Comment by zhyder

Comment by zhyder 10 hours ago

1 reply

It's all about the chip economics. I don't know how the _manufacturing cost_ of Google's TPUs compares to Nvidia's GPUs, for inference of equivalent token throughput.

But at the moment Nvidia's 75-80% gross margin is slowly killing its customers like OpenAI. Eventually Nvidia will drop its margins, because non-0 profit from OpenAI is better than the 0 it'll be if OpenAI doesn't survive. Will be interesting to see if, say, 1/3 the chip cost would make OpenAI gross margin profitable... numbers bandied in this thread of $20B revenue with $115B cost imply they need 1/6 the chip cost, but I doubt those numbers are right (hard to get accurate $ numbers for a private company for the benefit of us arm-chair commenters).

mrtksn 8 hours ago

Yes, from the first principles perspective this AI thingy is just about running electricity through some wires printed on silicon by a Taiwanese company using a Dutch machine. Which means, up until the Taiwanese you have plenty of room to cut margins up until that point the costs are mostly greed based. That is Nvidia is asking for the highest price the customer can pay and they have quite a way to the cost that define their min price. Which means AI companies can actually keep getting better deals until the devices delivered to them are priced close to TSMCs bulk wafer printing prices.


• **Work item**:
When a line below contains the string "triangular", show that line.

• **Record extracts**:
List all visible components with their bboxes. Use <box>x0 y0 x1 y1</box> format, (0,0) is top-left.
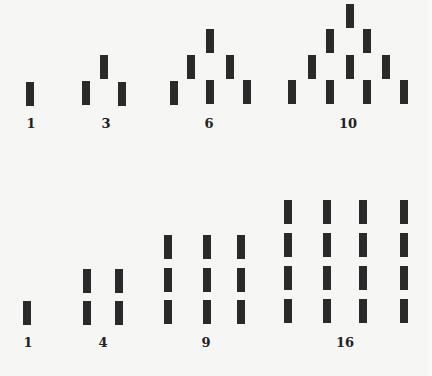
bar-mark <box>326 80 334 104</box>
bar-mark <box>288 80 296 104</box>
bar-mark <box>308 55 316 79</box>
square-label-16: 16 <box>336 336 354 350</box>
bar-mark <box>326 29 334 53</box>
bar-mark <box>323 233 331 257</box>
bar-mark <box>243 80 251 104</box>
bar-mark <box>206 80 214 104</box>
triangular-label-3: 3 <box>101 117 110 131</box>
bar-mark <box>203 300 211 324</box>
bar-mark <box>382 55 390 79</box>
bar-mark <box>346 55 354 79</box>
bar-mark <box>206 29 214 53</box>
figure-triangular-square-numbers: 1 3 6 10 1 4 9 16 <box>0 0 432 376</box>
bar-mark <box>284 266 292 290</box>
bar-mark <box>83 301 91 325</box>
bar-mark <box>115 269 123 293</box>
bar-mark <box>400 266 408 290</box>
bar-mark <box>363 29 371 53</box>
bar-mark <box>323 200 331 224</box>
bar-mark <box>400 200 408 224</box>
bar-mark <box>118 82 126 106</box>
bar-mark <box>23 301 31 325</box>
bar-mark <box>164 268 172 292</box>
bar-mark <box>400 80 408 104</box>
bar-mark <box>83 269 91 293</box>
bar-mark <box>359 299 367 323</box>
bar-mark <box>164 300 172 324</box>
bar-mark <box>170 81 178 105</box>
triangular-label-6: 6 <box>204 117 213 131</box>
bar-mark <box>284 233 292 257</box>
bar-mark <box>203 235 211 259</box>
bar-mark <box>400 233 408 257</box>
triangular-label-1: 1 <box>26 117 35 131</box>
square-label-1: 1 <box>23 336 32 350</box>
bar-mark <box>115 301 123 325</box>
bar-mark <box>400 299 408 323</box>
bar-mark <box>237 235 245 259</box>
bar-mark <box>363 80 371 104</box>
page-edge-shadow <box>426 0 432 376</box>
bar-mark <box>203 268 211 292</box>
bar-mark <box>284 299 292 323</box>
triangular-label-10: 10 <box>339 117 357 131</box>
bar-mark <box>226 55 234 79</box>
square-label-9: 9 <box>201 336 210 350</box>
bar-mark <box>323 266 331 290</box>
bar-mark <box>82 81 90 105</box>
bar-mark <box>26 82 34 106</box>
bar-mark <box>237 300 245 324</box>
bar-mark <box>359 266 367 290</box>
bar-mark <box>284 200 292 224</box>
bar-mark <box>323 299 331 323</box>
bar-mark <box>164 235 172 259</box>
bar-mark <box>100 55 108 79</box>
bar-mark <box>359 233 367 257</box>
bar-mark <box>359 200 367 224</box>
bar-mark <box>346 4 354 28</box>
bar-mark <box>187 55 195 79</box>
square-label-4: 4 <box>98 336 107 350</box>
bar-mark <box>237 268 245 292</box>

• **Answer to this exercise**:
triangular-label-3: 3 <box>101 117 110 131</box>
figure-triangular-square-numbers: 1 3 6 10 1 4 9 16 <box>0 0 432 376</box>
triangular-label-6: 6 <box>204 117 213 131</box>
triangular-label-1: 1 <box>26 117 35 131</box>
triangular-label-10: 10 <box>339 117 357 131</box>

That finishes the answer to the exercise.